Get wisdom - seek for her as for silver
RichardHyland.net
1st Amendment of the U.S. Constitution
Congress shall make no law respecting an establishment of religion, or prohibiting the free exercise thereof; or abridging the freedom of speech, or of the press; or the right of the people peaceably to assemble, and to petition the Government for a redress of grievances.
March 3, 2010
By Ron Fraser
The Trumpet
The incidence of natural disaster has risen
dramatically over the past 20 years. To close observers of current events in relation
to both history and Bible prophecy, this is no mere coincidence.
The facts are that statistics prove natural disasters have risen startlingly since
1990. In a law-abiding universe, there has to be a reason for this.
During the 40
years preceding the decade of the 1990s, there were 142 classified natural disasters
in the United States. During the 10 years of the 1990s, there were 72. The decade
that followed from 2000 to 2009 saw some of the worst and most destructive natural
disasters in recorded history across the globe. And the most destructive in terms
of loss of life and property? Earthquakes by far!
“‘Earthquakes are the deadliest
natural hazard of the past 10 years and remain a serious threat for millions of people
worldwide as eight out of the ten most populous cities in the world are on earthquake
fault lines,’ said Margareta Wahlström, UN special representative of the secretary
general for disaster risk reduction. …
“According to the figures released today by
cred [the Center for Research on Epidemiology of Disasters] in Geneva, 3,852 disasters
killed more than 780,000 people over the past 10 years, affected more than 2 billion
others and cost a minimum of us$960 billion. …
“After earthquakes, storms (22%) and
extreme temperatures (11%) were the most deadly disasters between 2000 and 2009.
… ‘The number of catastrophic events has more than doubled since the 1980-1989 decade,’
[said] Professor Guha-Sapir, director of cred” (United Nations International Strategy
for Disaster Reduction Secretariat press release, January 2010).
The current decade
has commenced with early indications of that trend continuing. Devastating earthquakes
in Haiti and Chile, and record-breaking winter storms in Europe and North America
have left many dead and homeless, and town and city infrastructures greatly damaged.
On
reflection, clearly 1989 was a watershed year, a threshold from which natural disasters
escalated most dramatically compared to past eras in history - since 1989–earthquakes,
tsunamis, destructive storms, floods, fires, mudslides, extremes of temperatures—which
take the figures right off the record charts since statistics have been recorded?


§ Task statement: From the listing below, count the lines where the string "title" occurs. Give the number, with no other words.

§ Record excerpts:
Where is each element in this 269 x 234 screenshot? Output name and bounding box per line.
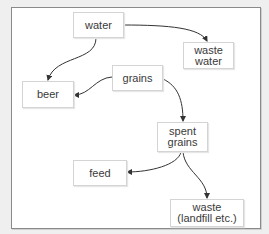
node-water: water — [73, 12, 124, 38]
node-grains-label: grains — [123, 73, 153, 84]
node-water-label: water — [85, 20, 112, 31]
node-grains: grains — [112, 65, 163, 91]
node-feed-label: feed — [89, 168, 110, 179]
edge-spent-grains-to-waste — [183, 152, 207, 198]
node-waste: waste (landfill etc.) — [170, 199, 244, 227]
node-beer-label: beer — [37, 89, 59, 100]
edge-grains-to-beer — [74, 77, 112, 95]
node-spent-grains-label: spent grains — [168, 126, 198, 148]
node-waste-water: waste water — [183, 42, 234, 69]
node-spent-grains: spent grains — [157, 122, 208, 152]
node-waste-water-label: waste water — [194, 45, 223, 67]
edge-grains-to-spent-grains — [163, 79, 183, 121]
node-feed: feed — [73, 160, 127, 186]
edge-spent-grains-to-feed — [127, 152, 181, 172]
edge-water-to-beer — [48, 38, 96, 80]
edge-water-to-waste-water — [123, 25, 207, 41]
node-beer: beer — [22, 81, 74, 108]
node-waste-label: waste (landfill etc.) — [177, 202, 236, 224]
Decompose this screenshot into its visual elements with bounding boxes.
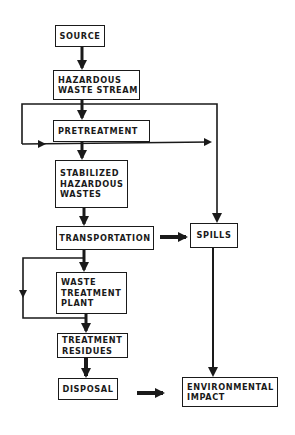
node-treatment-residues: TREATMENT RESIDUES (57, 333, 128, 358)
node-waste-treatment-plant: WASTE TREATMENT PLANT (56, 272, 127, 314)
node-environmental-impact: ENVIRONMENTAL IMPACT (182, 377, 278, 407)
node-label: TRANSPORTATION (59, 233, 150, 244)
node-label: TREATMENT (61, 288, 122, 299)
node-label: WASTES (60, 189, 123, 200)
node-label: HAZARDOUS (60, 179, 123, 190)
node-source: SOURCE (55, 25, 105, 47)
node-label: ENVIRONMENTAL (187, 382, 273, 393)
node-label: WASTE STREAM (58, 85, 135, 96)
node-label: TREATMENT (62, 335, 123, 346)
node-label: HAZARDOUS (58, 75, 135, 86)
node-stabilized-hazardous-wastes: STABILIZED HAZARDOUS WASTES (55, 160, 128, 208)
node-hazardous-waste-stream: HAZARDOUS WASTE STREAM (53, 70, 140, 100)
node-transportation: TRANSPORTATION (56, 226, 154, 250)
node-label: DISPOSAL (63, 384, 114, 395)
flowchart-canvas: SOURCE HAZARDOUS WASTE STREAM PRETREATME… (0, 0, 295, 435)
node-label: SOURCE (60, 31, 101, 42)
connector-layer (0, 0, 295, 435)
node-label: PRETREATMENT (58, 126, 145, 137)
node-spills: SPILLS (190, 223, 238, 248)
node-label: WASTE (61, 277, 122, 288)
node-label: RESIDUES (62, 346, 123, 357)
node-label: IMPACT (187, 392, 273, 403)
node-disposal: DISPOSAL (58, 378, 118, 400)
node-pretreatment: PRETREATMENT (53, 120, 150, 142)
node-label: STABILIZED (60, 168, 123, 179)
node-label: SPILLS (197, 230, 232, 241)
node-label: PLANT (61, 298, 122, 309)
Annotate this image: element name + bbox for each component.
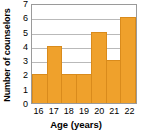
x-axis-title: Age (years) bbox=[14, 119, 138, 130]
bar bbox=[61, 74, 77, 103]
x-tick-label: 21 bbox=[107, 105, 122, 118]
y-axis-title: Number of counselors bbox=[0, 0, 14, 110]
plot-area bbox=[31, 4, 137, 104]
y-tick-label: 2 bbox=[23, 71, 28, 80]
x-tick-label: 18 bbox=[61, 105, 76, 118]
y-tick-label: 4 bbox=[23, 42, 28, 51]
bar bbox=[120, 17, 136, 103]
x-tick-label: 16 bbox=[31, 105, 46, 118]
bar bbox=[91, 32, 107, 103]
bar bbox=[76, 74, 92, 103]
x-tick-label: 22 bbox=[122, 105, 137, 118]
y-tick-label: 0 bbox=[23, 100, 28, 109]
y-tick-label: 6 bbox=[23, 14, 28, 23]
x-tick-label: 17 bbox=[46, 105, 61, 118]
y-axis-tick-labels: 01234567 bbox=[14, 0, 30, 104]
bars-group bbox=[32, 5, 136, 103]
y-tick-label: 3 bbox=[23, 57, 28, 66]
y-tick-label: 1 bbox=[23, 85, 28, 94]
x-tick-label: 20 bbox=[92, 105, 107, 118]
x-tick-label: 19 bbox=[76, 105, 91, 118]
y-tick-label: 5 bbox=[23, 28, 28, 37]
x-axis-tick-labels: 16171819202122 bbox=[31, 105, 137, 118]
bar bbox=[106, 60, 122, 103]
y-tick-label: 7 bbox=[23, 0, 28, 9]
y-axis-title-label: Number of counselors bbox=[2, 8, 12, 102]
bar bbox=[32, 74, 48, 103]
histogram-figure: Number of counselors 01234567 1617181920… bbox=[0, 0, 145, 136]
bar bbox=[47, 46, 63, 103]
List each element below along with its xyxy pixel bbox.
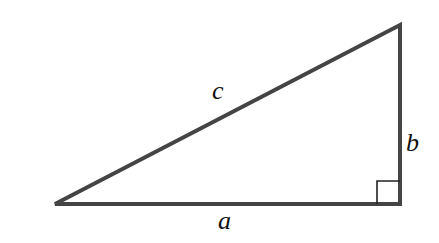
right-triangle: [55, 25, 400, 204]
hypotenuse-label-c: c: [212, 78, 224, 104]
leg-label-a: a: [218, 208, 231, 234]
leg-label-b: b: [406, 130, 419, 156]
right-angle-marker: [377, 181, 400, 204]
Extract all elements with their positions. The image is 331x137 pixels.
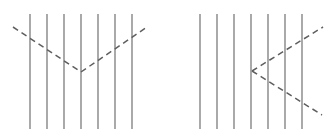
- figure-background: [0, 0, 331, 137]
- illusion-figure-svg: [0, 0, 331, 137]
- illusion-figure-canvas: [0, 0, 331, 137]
==
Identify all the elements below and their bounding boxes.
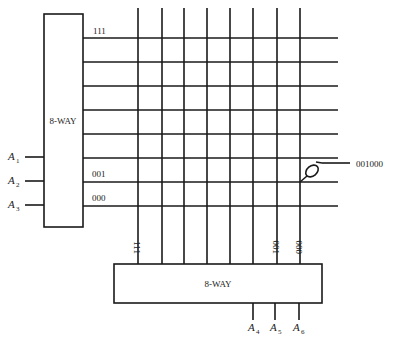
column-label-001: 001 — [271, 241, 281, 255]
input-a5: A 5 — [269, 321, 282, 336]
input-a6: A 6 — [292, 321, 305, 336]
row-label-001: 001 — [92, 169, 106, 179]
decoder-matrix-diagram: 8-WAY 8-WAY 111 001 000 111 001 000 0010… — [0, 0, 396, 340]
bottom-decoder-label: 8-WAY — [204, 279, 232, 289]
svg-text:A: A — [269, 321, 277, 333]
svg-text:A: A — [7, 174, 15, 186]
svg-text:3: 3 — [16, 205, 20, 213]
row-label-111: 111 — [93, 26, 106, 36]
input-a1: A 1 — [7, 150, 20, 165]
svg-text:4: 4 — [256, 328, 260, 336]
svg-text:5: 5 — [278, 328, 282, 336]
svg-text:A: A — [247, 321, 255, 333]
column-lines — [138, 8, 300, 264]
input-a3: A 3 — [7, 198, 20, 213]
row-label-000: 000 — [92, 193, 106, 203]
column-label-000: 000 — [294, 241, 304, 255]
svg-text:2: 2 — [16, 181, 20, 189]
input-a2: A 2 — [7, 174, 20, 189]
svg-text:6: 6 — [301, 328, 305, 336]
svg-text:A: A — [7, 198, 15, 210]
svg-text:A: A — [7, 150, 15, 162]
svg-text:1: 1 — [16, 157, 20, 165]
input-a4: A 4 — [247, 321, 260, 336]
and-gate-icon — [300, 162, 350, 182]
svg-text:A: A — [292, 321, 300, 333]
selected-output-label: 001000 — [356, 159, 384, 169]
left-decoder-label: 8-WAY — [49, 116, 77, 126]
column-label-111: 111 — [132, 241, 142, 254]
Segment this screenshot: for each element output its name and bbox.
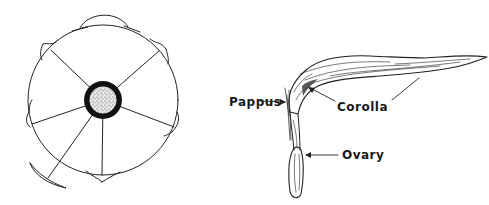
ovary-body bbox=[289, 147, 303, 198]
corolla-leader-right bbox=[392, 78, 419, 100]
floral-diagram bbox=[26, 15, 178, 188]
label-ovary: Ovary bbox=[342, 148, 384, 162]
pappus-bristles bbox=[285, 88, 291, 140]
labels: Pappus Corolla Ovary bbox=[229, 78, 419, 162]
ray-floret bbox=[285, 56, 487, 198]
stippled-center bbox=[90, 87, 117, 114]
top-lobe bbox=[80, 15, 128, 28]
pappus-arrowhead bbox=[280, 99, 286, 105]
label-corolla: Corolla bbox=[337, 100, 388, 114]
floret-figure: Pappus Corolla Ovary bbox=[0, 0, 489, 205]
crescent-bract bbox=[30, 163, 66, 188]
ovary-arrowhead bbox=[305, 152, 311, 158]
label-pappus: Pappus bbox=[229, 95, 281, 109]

§ Output of the exercise: 3